ARX Robotics brings combat-tested UGV to British soil
German defense tech startup ARX Robotics brought its battlefield-tested GEREON robotic carrier system (RCS) to the UK this month, demonstrating the unit’s real-world capabilities to the British Army and Ministry of Defence. The live trials took place May 8 and focused on autonomous support roles critical to frontline operations: reconnaissance, resupply, CASEVAC, and mobility.
The company skipped the slide decks and PowerPoint presentations. “We didn’t show slides. We showed capability,” ARX said in a statement. Their aim was to show the system in live conditions, not as a concept, but as a functioning platform.
GEREON has been shaped by direct battlefield feedback, particularly from the war in Ukraine. ARX calls this its design philosophy—learn from the front, build for deployment. “This system is real,” the company said. “Built from hard lessons in Ukraine. Ready to scale. Ready to deploy.”
The platform supports infantry by reducing risk to soldiers while increasing the range and resilience of ground operations. Fully autonomous, GEREON is built for contested environments and can handle a range of missions without direct human control.
The visit was part of a broader ARX effort to expand into the UK defense ecosystem. “We’re not here to speculate about the future of land autonomy,” the company said. “We’re here to build it — with the UK, on UK soil.”
There is no formal deal in place yet between ARX and the UK government. But the company is positioning GEREON as a NATO-ready system built on operational credibility—not theory. If adopted, it could become one of the first autonomous ground platforms to see regular deployment in a NATO context.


Required action: Please copy the entries below word for word, leaving out any image.

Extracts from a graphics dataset
****************
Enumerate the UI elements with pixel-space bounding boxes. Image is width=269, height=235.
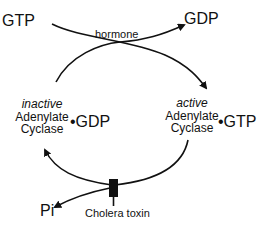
cholera-toxin-block bbox=[109, 179, 118, 197]
pi-release-arrow bbox=[55, 188, 110, 207]
hormone-label: hormone bbox=[95, 29, 138, 40]
active-qualifier: active bbox=[164, 97, 220, 109]
active-enzyme-line2: Cyclase bbox=[164, 122, 220, 134]
toxin-to-inactive-arc bbox=[45, 150, 112, 185]
active-to-toxin-arc bbox=[115, 140, 188, 185]
inactive-bound-gdp: •GDP bbox=[70, 114, 110, 130]
inactive-qualifier: inactive bbox=[14, 98, 70, 110]
gtp-label: GTP bbox=[2, 13, 35, 29]
pi-label: Pi bbox=[40, 203, 54, 219]
inactive-enzyme-line2: Cyclase bbox=[14, 123, 70, 135]
active-bound-gtp: •GTP bbox=[218, 114, 257, 130]
cholera-toxin-label: Cholera toxin bbox=[85, 208, 150, 219]
gdp-label: GDP bbox=[184, 11, 219, 27]
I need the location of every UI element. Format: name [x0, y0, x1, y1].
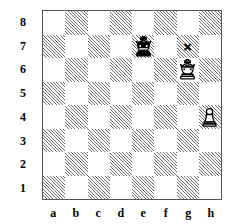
rank-label-8: 8 — [10, 10, 36, 34]
square-h6[interactable] — [199, 58, 221, 82]
square-d2[interactable] — [110, 152, 132, 176]
square-g3[interactable] — [177, 129, 199, 153]
square-d6[interactable] — [110, 58, 132, 82]
square-b1[interactable] — [65, 176, 87, 200]
square-f2[interactable] — [154, 152, 176, 176]
square-d4[interactable] — [110, 105, 132, 129]
square-h2[interactable] — [199, 152, 221, 176]
square-h1[interactable] — [199, 176, 221, 200]
square-b4[interactable] — [65, 105, 87, 129]
square-b2[interactable] — [65, 152, 87, 176]
square-h4[interactable] — [199, 105, 221, 129]
square-c1[interactable] — [88, 176, 110, 200]
square-b5[interactable] — [65, 82, 87, 106]
white-king-icon — [177, 58, 199, 82]
square-h7[interactable] — [199, 35, 221, 59]
square-d3[interactable] — [110, 129, 132, 153]
square-f6[interactable] — [154, 58, 176, 82]
file-label-b: b — [65, 203, 88, 222]
square-a3[interactable] — [43, 129, 65, 153]
cross-mark: × — [177, 35, 199, 59]
square-f7[interactable] — [154, 35, 176, 59]
rank-label-5: 5 — [10, 81, 36, 105]
file-label-a: a — [42, 203, 65, 222]
file-label-row: a b c d e f g h — [42, 203, 222, 222]
square-a2[interactable] — [43, 152, 65, 176]
square-e4[interactable] — [132, 105, 154, 129]
square-d8[interactable] — [110, 11, 132, 35]
square-g1[interactable] — [177, 176, 199, 200]
square-d1[interactable] — [110, 176, 132, 200]
square-e6[interactable] — [132, 58, 154, 82]
square-a6[interactable] — [43, 58, 65, 82]
square-c6[interactable] — [88, 58, 110, 82]
file-label-f: f — [155, 203, 178, 222]
chess-board: × — [42, 10, 222, 200]
rank-label-column: 8 7 6 5 4 3 2 1 — [10, 10, 36, 200]
square-f8[interactable] — [154, 11, 176, 35]
square-g2[interactable] — [177, 152, 199, 176]
square-b3[interactable] — [65, 129, 87, 153]
square-b7[interactable] — [65, 35, 87, 59]
square-a5[interactable] — [43, 82, 65, 106]
file-label-h: h — [200, 203, 223, 222]
square-a8[interactable] — [43, 11, 65, 35]
rank-label-7: 7 — [10, 34, 36, 58]
square-h5[interactable] — [199, 82, 221, 106]
chess-diagram: 8 7 6 5 4 3 2 1 × — [0, 0, 247, 224]
file-label-d: d — [110, 203, 133, 222]
white-pawn-icon — [199, 105, 221, 129]
square-c8[interactable] — [88, 11, 110, 35]
square-a1[interactable] — [43, 176, 65, 200]
square-f1[interactable] — [154, 176, 176, 200]
square-g7[interactable]: × — [177, 35, 199, 59]
square-c2[interactable] — [88, 152, 110, 176]
square-c4[interactable] — [88, 105, 110, 129]
square-e8[interactable] — [132, 11, 154, 35]
rank-label-4: 4 — [10, 105, 36, 129]
rank-label-3: 3 — [10, 129, 36, 153]
square-d5[interactable] — [110, 82, 132, 106]
black-king-icon — [132, 35, 154, 59]
square-e2[interactable] — [132, 152, 154, 176]
square-d7[interactable] — [110, 35, 132, 59]
square-h3[interactable] — [199, 129, 221, 153]
square-a4[interactable] — [43, 105, 65, 129]
square-f4[interactable] — [154, 105, 176, 129]
square-e7[interactable] — [132, 35, 154, 59]
square-h8[interactable] — [199, 11, 221, 35]
square-a7[interactable] — [43, 35, 65, 59]
file-label-e: e — [132, 203, 155, 222]
rank-label-1: 1 — [10, 176, 36, 200]
square-g6[interactable] — [177, 58, 199, 82]
file-label-c: c — [87, 203, 110, 222]
square-g4[interactable] — [177, 105, 199, 129]
rank-label-2: 2 — [10, 153, 36, 177]
square-e5[interactable] — [132, 82, 154, 106]
square-b6[interactable] — [65, 58, 87, 82]
square-c7[interactable] — [88, 35, 110, 59]
rank-label-6: 6 — [10, 58, 36, 82]
square-g8[interactable] — [177, 11, 199, 35]
board-grid: × — [43, 11, 221, 199]
square-c3[interactable] — [88, 129, 110, 153]
square-e1[interactable] — [132, 176, 154, 200]
square-b8[interactable] — [65, 11, 87, 35]
square-f5[interactable] — [154, 82, 176, 106]
square-e3[interactable] — [132, 129, 154, 153]
square-c5[interactable] — [88, 82, 110, 106]
file-label-g: g — [177, 203, 200, 222]
square-g5[interactable] — [177, 82, 199, 106]
square-f3[interactable] — [154, 129, 176, 153]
****************
Solution for this problem:
Enumerate the UI elements with pixel-space bounding boxes. Image is width=269, height=235.
cholera-toxin-block bbox=[109, 179, 118, 197]
pi-release-arrow bbox=[55, 188, 110, 207]
hormone-label: hormone bbox=[95, 29, 138, 40]
active-qualifier: active bbox=[164, 97, 220, 109]
active-enzyme-line2: Cyclase bbox=[164, 122, 220, 134]
toxin-to-inactive-arc bbox=[45, 150, 112, 185]
active-to-toxin-arc bbox=[115, 140, 188, 185]
inactive-bound-gdp: •GDP bbox=[70, 114, 110, 130]
inactive-qualifier: inactive bbox=[14, 98, 70, 110]
gtp-label: GTP bbox=[2, 13, 35, 29]
pi-label: Pi bbox=[40, 203, 54, 219]
inactive-enzyme-line2: Cyclase bbox=[14, 123, 70, 135]
active-bound-gtp: •GTP bbox=[218, 114, 257, 130]
cholera-toxin-label: Cholera toxin bbox=[85, 208, 150, 219]
gdp-label: GDP bbox=[184, 11, 219, 27]
I need the location of every UI element. Format: name [x0, y0, x1, y1].
rank-label-8: 8 — [10, 10, 36, 34]
square-h6[interactable] — [199, 58, 221, 82]
square-d2[interactable] — [110, 152, 132, 176]
square-g3[interactable] — [177, 129, 199, 153]
square-d6[interactable] — [110, 58, 132, 82]
square-b1[interactable] — [65, 176, 87, 200]
square-f2[interactable] — [154, 152, 176, 176]
square-d4[interactable] — [110, 105, 132, 129]
square-h2[interactable] — [199, 152, 221, 176]
square-h1[interactable] — [199, 176, 221, 200]
square-b4[interactable] — [65, 105, 87, 129]
square-b2[interactable] — [65, 152, 87, 176]
square-h4[interactable] — [199, 105, 221, 129]
square-c1[interactable] — [88, 176, 110, 200]
square-b5[interactable] — [65, 82, 87, 106]
white-king-icon — [177, 58, 199, 82]
square-h7[interactable] — [199, 35, 221, 59]
square-d3[interactable] — [110, 129, 132, 153]
square-f6[interactable] — [154, 58, 176, 82]
file-label-b: b — [65, 203, 88, 222]
square-a3[interactable] — [43, 129, 65, 153]
cross-mark: × — [177, 35, 199, 59]
square-f7[interactable] — [154, 35, 176, 59]
rank-label-5: 5 — [10, 81, 36, 105]
file-label-a: a — [42, 203, 65, 222]
file-label-row: a b c d e f g h — [42, 203, 222, 222]
square-a2[interactable] — [43, 152, 65, 176]
square-e4[interactable] — [132, 105, 154, 129]
square-d8[interactable] — [110, 11, 132, 35]
square-g1[interactable] — [177, 176, 199, 200]
square-d1[interactable] — [110, 176, 132, 200]
square-e6[interactable] — [132, 58, 154, 82]
square-a6[interactable] — [43, 58, 65, 82]
square-c6[interactable] — [88, 58, 110, 82]
file-label-f: f — [155, 203, 178, 222]
chess-board: × — [42, 10, 222, 200]
rank-label-column: 8 7 6 5 4 3 2 1 — [10, 10, 36, 200]
square-f8[interactable] — [154, 11, 176, 35]
square-g2[interactable] — [177, 152, 199, 176]
square-b3[interactable] — [65, 129, 87, 153]
square-b7[interactable] — [65, 35, 87, 59]
square-a5[interactable] — [43, 82, 65, 106]
file-label-h: h — [200, 203, 223, 222]
square-a8[interactable] — [43, 11, 65, 35]
rank-label-7: 7 — [10, 34, 36, 58]
square-h5[interactable] — [199, 82, 221, 106]
chess-diagram: 8 7 6 5 4 3 2 1 × — [0, 0, 247, 224]
file-label-d: d — [110, 203, 133, 222]
white-pawn-icon — [199, 105, 221, 129]
square-c8[interactable] — [88, 11, 110, 35]
square-a1[interactable] — [43, 176, 65, 200]
square-f1[interactable] — [154, 176, 176, 200]
square-g7[interactable]: × — [177, 35, 199, 59]
square-c2[interactable] — [88, 152, 110, 176]
square-c4[interactable] — [88, 105, 110, 129]
square-e8[interactable] — [132, 11, 154, 35]
rank-label-4: 4 — [10, 105, 36, 129]
rank-label-3: 3 — [10, 129, 36, 153]
square-d5[interactable] — [110, 82, 132, 106]
black-king-icon — [132, 35, 154, 59]
square-e2[interactable] — [132, 152, 154, 176]
square-d7[interactable] — [110, 35, 132, 59]
square-h3[interactable] — [199, 129, 221, 153]
square-a4[interactable] — [43, 105, 65, 129]
square-f4[interactable] — [154, 105, 176, 129]
square-e7[interactable] — [132, 35, 154, 59]
square-h8[interactable] — [199, 11, 221, 35]
square-a7[interactable] — [43, 35, 65, 59]
file-label-e: e — [132, 203, 155, 222]
rank-label-1: 1 — [10, 176, 36, 200]
square-g6[interactable] — [177, 58, 199, 82]
file-label-c: c — [87, 203, 110, 222]
square-g4[interactable] — [177, 105, 199, 129]
rank-label-2: 2 — [10, 153, 36, 177]
square-e5[interactable] — [132, 82, 154, 106]
square-b6[interactable] — [65, 58, 87, 82]
square-c7[interactable] — [88, 35, 110, 59]
rank-label-6: 6 — [10, 58, 36, 82]
square-g8[interactable] — [177, 11, 199, 35]
board-grid: × — [43, 11, 221, 199]
square-c3[interactable] — [88, 129, 110, 153]
square-e1[interactable] — [132, 176, 154, 200]
square-b8[interactable] — [65, 11, 87, 35]
square-f5[interactable] — [154, 82, 176, 106]
square-e3[interactable] — [132, 129, 154, 153]
square-c5[interactable] — [88, 82, 110, 106]
file-label-g: g — [177, 203, 200, 222]
square-g5[interactable] — [177, 82, 199, 106]
square-f3[interactable] — [154, 129, 176, 153]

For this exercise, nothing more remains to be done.